Senior art students show off final exhibit

Dionte Berry
Staff Writer
dberry11@murraystate.edu

With the semester’s end in sight, the art and design department is celebrating the work of its seniors with an exhibit emphasizing works in their focus from their journey as Murray State students.

The exhibition, titled “Unprecedented,” features students’ best works over the course of their college careers, works of diverse mediums and topics.

The installation was student-led with the help of Timothy Michael Martin, associate professor of art and design and director of university galleries.

“I assisted the students with planning the exhibition, worked with them on the layout and mentored the process as they determined which works they were going to exhibit to spotlight their studio art accomplishments,” Martin said.

Beyond showcasing their accomplishments, the exhibit offers an experience for students going through the process of setting up and selecting pieces for an exhibition.

Setting up the exhibition did include coming up with a name and the students wanted to find something that didn’t limit the mediums on display.

“The students decided that they wanted a title that wasn’t limited to or specific to only one of their working styles and selected a title that reflected the current situation of the group,” Martin said. “Emma Mitchell suggested ‘Unprecedented’ because the word describes both the global COVID-19 pandemic and relates to the students graduating from Murray State and taking their next steps as artists into unknown territory.”

Mitchell is an art and design senior with an emphasis on ceramics. Her pieces on display use ceramics to make comments on the human body and how beauty and flaws are perceived.

Pictured above is a sculpture by senior Emma Mitchell (Dionte Berry/The News)

“I make ceramic sculptures dealing with self acceptance,” Mitchell said. “The sculptures have flaws and bad spots as well as visually pleasing places.”

Mitchell has worked with clay since her sophomore year and enjoys the medium because of its relativity to the human body and its naturalness.

This isn’t Mitchell’s first time being exhibited in a Murray State gallery, but she values the experience it is giving her and her fellow artists.

“This is an awesome opportunity to learn about how art in the real world works gallery-wise,” Mitchell said. “This is also a great way to show off the seniors and all we’ve learned during our years at Murray State.”

Fellow art and design senior on display, Tia Whitaker is appreciative of the experience the exhibit is giving her, but she also sees it as a celebration.

“The exhibit is a celebration of the four or five years that we have spent here as students at Murray State,” Whitaker said.

With an emphasis in printmaking, Whitaker has a series of lithographs that make a statement inspired by Billie Holiday’s song “Strange Fruit.”

“Being a person of color I enjoy making work about my community and our history,” Whitaker said. “I remember listening to the song ‘Strange Fruit’ and I decided to give a visual representation of the song.”

illustration by senior Tia Whitaker (Dionte Berry/The News)

From a distance Whitaker’s pieces look typical, one being a bowl of fruit, another being a tree and another being a sunny day by the lake. When given an up-close look, Black bodies can be seen as a way to make a statement on lynchings like the song does.

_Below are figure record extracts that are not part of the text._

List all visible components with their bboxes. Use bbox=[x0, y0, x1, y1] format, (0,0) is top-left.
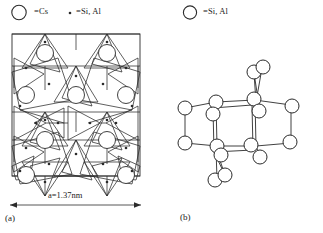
si-al-atom bbox=[218, 168, 232, 182]
si-al-atom bbox=[178, 101, 192, 115]
si-al-site bbox=[102, 163, 105, 166]
legend-si-al-dot-icon bbox=[69, 12, 72, 15]
si-al-site bbox=[115, 122, 118, 125]
si-al-atom bbox=[283, 135, 297, 149]
panel-label-b: (b) bbox=[180, 212, 191, 222]
si-al-site bbox=[106, 41, 109, 44]
si-al-site bbox=[48, 163, 51, 166]
si-al-atom bbox=[214, 148, 228, 162]
si-al-atom bbox=[285, 99, 299, 113]
legend-label-cs: =Cs bbox=[34, 6, 48, 16]
si-al-atom bbox=[206, 107, 220, 121]
legend-label-si-al-panel-b: =Si, Al bbox=[203, 6, 228, 16]
si-al-site bbox=[106, 181, 109, 184]
cs-atom bbox=[68, 87, 85, 104]
si-al-site bbox=[57, 122, 60, 125]
legend-symbols bbox=[0, 0, 323, 26]
si-al-site bbox=[131, 170, 134, 173]
si-al-site bbox=[89, 122, 92, 125]
dimension-arrow bbox=[10, 202, 141, 208]
cs-atom bbox=[37, 45, 54, 62]
si-al-site bbox=[19, 105, 22, 108]
si-al-site bbox=[25, 67, 28, 70]
si-al-atom bbox=[256, 60, 270, 74]
si-al-atom bbox=[244, 138, 258, 152]
si-al-atom bbox=[253, 150, 267, 164]
cs-atom bbox=[99, 45, 116, 62]
panel-b-atoms bbox=[178, 60, 299, 187]
si-al-site bbox=[44, 119, 47, 122]
cs-atom bbox=[37, 132, 54, 149]
figure-root: =Cs =Si, Al =Si, Al bbox=[0, 0, 323, 233]
si-al-site bbox=[35, 122, 38, 125]
si-al-site bbox=[102, 83, 105, 86]
legend-cs-circle-icon bbox=[12, 5, 26, 19]
legend-label-si-al-panel-a: =Si, Al bbox=[76, 6, 101, 16]
si-al-site bbox=[48, 83, 51, 86]
cs-atom bbox=[118, 87, 135, 104]
si-al-site bbox=[44, 41, 47, 44]
cs-atom bbox=[18, 87, 35, 104]
si-al-site bbox=[25, 147, 28, 150]
unit-cell-dimension-label: a=1.37nm bbox=[48, 190, 82, 200]
si-al-site bbox=[44, 181, 47, 184]
panel-b-bonds bbox=[185, 68, 291, 179]
si-al-site bbox=[106, 119, 109, 122]
cs-atom bbox=[99, 132, 116, 149]
legend-si-al-circle-icon bbox=[183, 6, 196, 19]
si-al-site bbox=[125, 147, 128, 150]
si-al-site bbox=[75, 153, 78, 156]
si-al-site bbox=[75, 75, 78, 78]
si-al-atom bbox=[252, 104, 266, 118]
si-al-site bbox=[125, 67, 128, 70]
cs-atom bbox=[118, 167, 135, 184]
panel-b-drawing bbox=[160, 28, 323, 218]
si-al-site bbox=[19, 170, 22, 173]
si-al-site bbox=[131, 105, 134, 108]
cs-atom bbox=[18, 167, 35, 184]
panel-label-a: (a) bbox=[5, 213, 15, 223]
si-al-atom bbox=[178, 136, 192, 150]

“One common thing in all of my pieces is that when you’re far back it looks different, but when you get close you notice the gruesome details,” Whitaker said. “I wanted this to reflect my feelings on how a lot of things in Black history have been pushed to the side, and a lot of us haven’t learned about these gruesome things.”

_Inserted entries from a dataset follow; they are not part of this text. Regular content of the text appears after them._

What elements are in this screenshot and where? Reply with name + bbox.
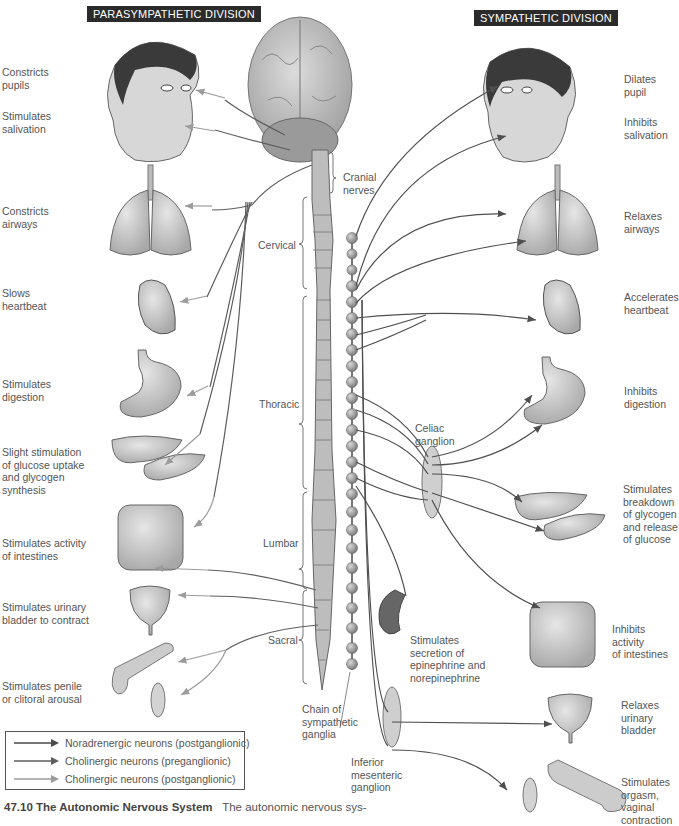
- dark-arrow-icon: [6, 735, 66, 751]
- para-label-glucose: Slight stimulation of glucose uptake and…: [2, 446, 84, 496]
- symp-label-glycogen: Stimulates breakdown of glycogen and rel…: [623, 483, 678, 546]
- medium-arrow-icon: [6, 753, 66, 769]
- bladder-right: [548, 694, 592, 743]
- symp-label-genitals: Stimulates orgasm, vaginal contraction: [621, 776, 672, 826]
- region-lumbar: Lumbar: [263, 537, 299, 550]
- para-label-genitals: Stimulates penile or clitoral arousal: [2, 680, 82, 705]
- para-label-intestines: Stimulates activity of intestines: [2, 537, 86, 562]
- intestines-right: [530, 602, 595, 667]
- celiac-ganglion-label: Celiac ganglion: [415, 422, 455, 447]
- bladder-left: [130, 586, 170, 635]
- genitals-left: [112, 643, 173, 717]
- legend-item-noradrenergic: Noradrenergic neurons (postganglionic): [6, 735, 244, 751]
- symp-label-adrenal: Stimulates secretion of epinephrine and …: [410, 634, 485, 684]
- genitals-right: [523, 760, 626, 812]
- region-thoracic: Thoracic: [259, 398, 299, 411]
- face-left: [107, 42, 199, 162]
- legend-item-cholinergic-pre: Cholinergic neurons (preganglionic): [6, 753, 244, 769]
- symp-label-salivation: Inhibits salivation: [624, 116, 668, 141]
- kidney-adrenal: [379, 590, 405, 634]
- sympathetic-chain-label: Chain of sympathetic ganglia: [302, 703, 358, 741]
- lungs-left: [110, 165, 191, 255]
- region-cranial-nerves: Cranial nerves: [343, 171, 376, 196]
- brain: [248, 17, 352, 162]
- symp-label-intestines: Inhibits activity of intestines: [612, 623, 679, 661]
- para-label-digestion: Stimulates digestion: [2, 378, 51, 403]
- para-label-pupils: Constricts pupils: [2, 66, 49, 91]
- inferior-mesenteric-ganglion: [383, 687, 401, 747]
- para-label-salivation: Stimulates salivation: [2, 110, 51, 135]
- face-right: [483, 48, 575, 162]
- intestines-left: [118, 505, 183, 570]
- symp-label-bladder: Relaxes urinary bladder: [621, 699, 659, 737]
- lungs-right: [517, 165, 598, 255]
- stomach-left: [120, 350, 181, 417]
- region-cervical: Cervical: [258, 239, 296, 252]
- symp-label-heart: Accelerates heartbeat: [624, 291, 679, 316]
- region-sacral: Sacral: [268, 634, 298, 647]
- para-label-heart: Slows heartbeat: [2, 287, 46, 312]
- legend-item-cholinergic-post: Cholinergic neurons (postganglionic): [6, 771, 244, 787]
- symp-label-digestion: Inhibits digestion: [624, 385, 666, 410]
- light-arrow-icon: [6, 771, 66, 787]
- symp-label-airways: Relaxes airways: [624, 210, 662, 235]
- inferior-mesenteric-label: Inferior mesenteric ganglion: [351, 756, 402, 794]
- heart-left: [138, 280, 175, 334]
- liver-pancreas-right: [515, 492, 605, 540]
- symp-label-pupil: Dilates pupil: [624, 73, 656, 98]
- legend: Noradrenergic neurons (postganglionic) C…: [5, 731, 245, 790]
- spinal-cord: [312, 150, 336, 690]
- figure-caption: 47.10 The Autonomic Nervous System The a…: [4, 801, 367, 813]
- para-label-bladder: Stimulates urinary bladder to contract: [2, 601, 89, 626]
- para-label-airways: Constricts airways: [2, 205, 49, 230]
- caption-text: The autonomic nervous sys-: [222, 801, 366, 813]
- stomach-right: [524, 357, 585, 424]
- caption-title: 47.10 The Autonomic Nervous System: [4, 801, 213, 813]
- heart-right: [543, 280, 580, 334]
- sympathetic-chain: [340, 233, 358, 729]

Whitaker’s pieces share how certain Black history, like lynchings, isn’t taught, but also how acts such as lynchings were so normalized in the south.

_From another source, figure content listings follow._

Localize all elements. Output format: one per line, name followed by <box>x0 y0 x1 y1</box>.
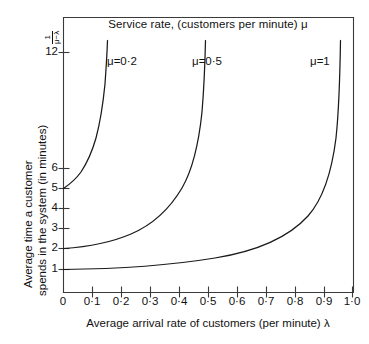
curve-mu-0-5 <box>64 41 206 249</box>
curves-group <box>64 41 341 270</box>
curve-mu-0-2 <box>64 41 108 189</box>
plot-area <box>0 0 369 344</box>
chart-figure: 1 μ−λ Service rate, (customers per minut… <box>0 0 369 344</box>
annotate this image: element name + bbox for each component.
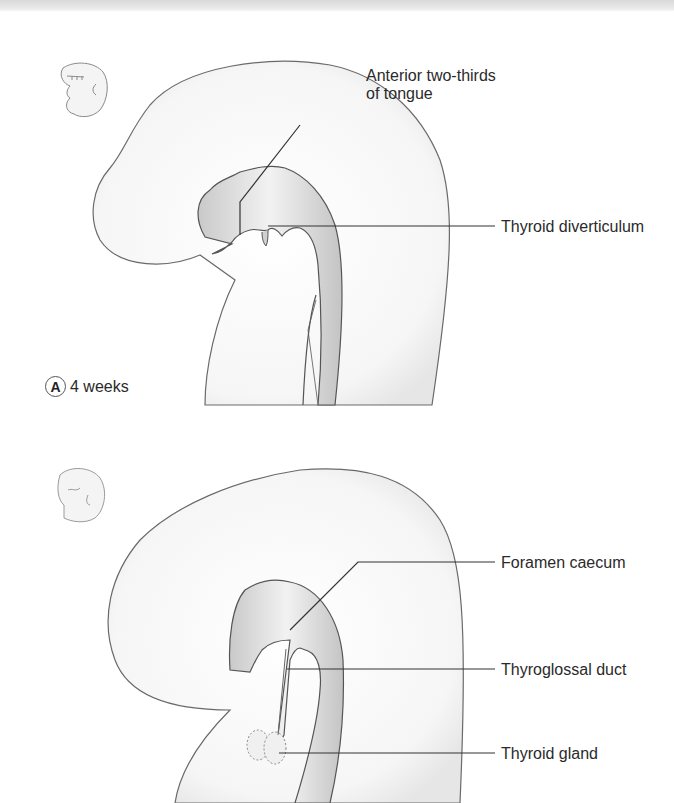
label-anterior-tongue-line2: of tongue	[366, 85, 433, 102]
panel-b-embryo-thumbnail	[58, 469, 105, 522]
panel-age: 4 weeks	[70, 378, 129, 396]
embryology-figure	[0, 0, 674, 803]
panel-a-tag: A 4 weeks	[45, 376, 129, 397]
panel-a-head-outline	[93, 61, 449, 405]
label-thyroid-diverticulum: Thyroid diverticulum	[501, 218, 644, 235]
label-thyroglossal-duct: Thyroglossal duct	[501, 661, 626, 678]
label-anterior-tongue-line1: Anterior two-thirds	[366, 67, 496, 84]
label-foramen-caecum: Foramen caecum	[501, 554, 626, 571]
panel-a-embryo-thumbnail	[61, 63, 107, 117]
label-thyroid-gland: Thyroid gland	[501, 745, 598, 762]
panel-letter-badge: A	[45, 376, 66, 397]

With a diverse amount of statements and mediums used, Martin is proud of what the students accomplished.

“Their works in the group exhibit really accentuates both the quality and variety of the works created within the department,” Martin said. “The students did an excellent job completing the design and layout of the exhibition as a group.”

The exhibit will be on display on the sixth and seventh floor galleries in the Fine Arts Building until Nov. 12.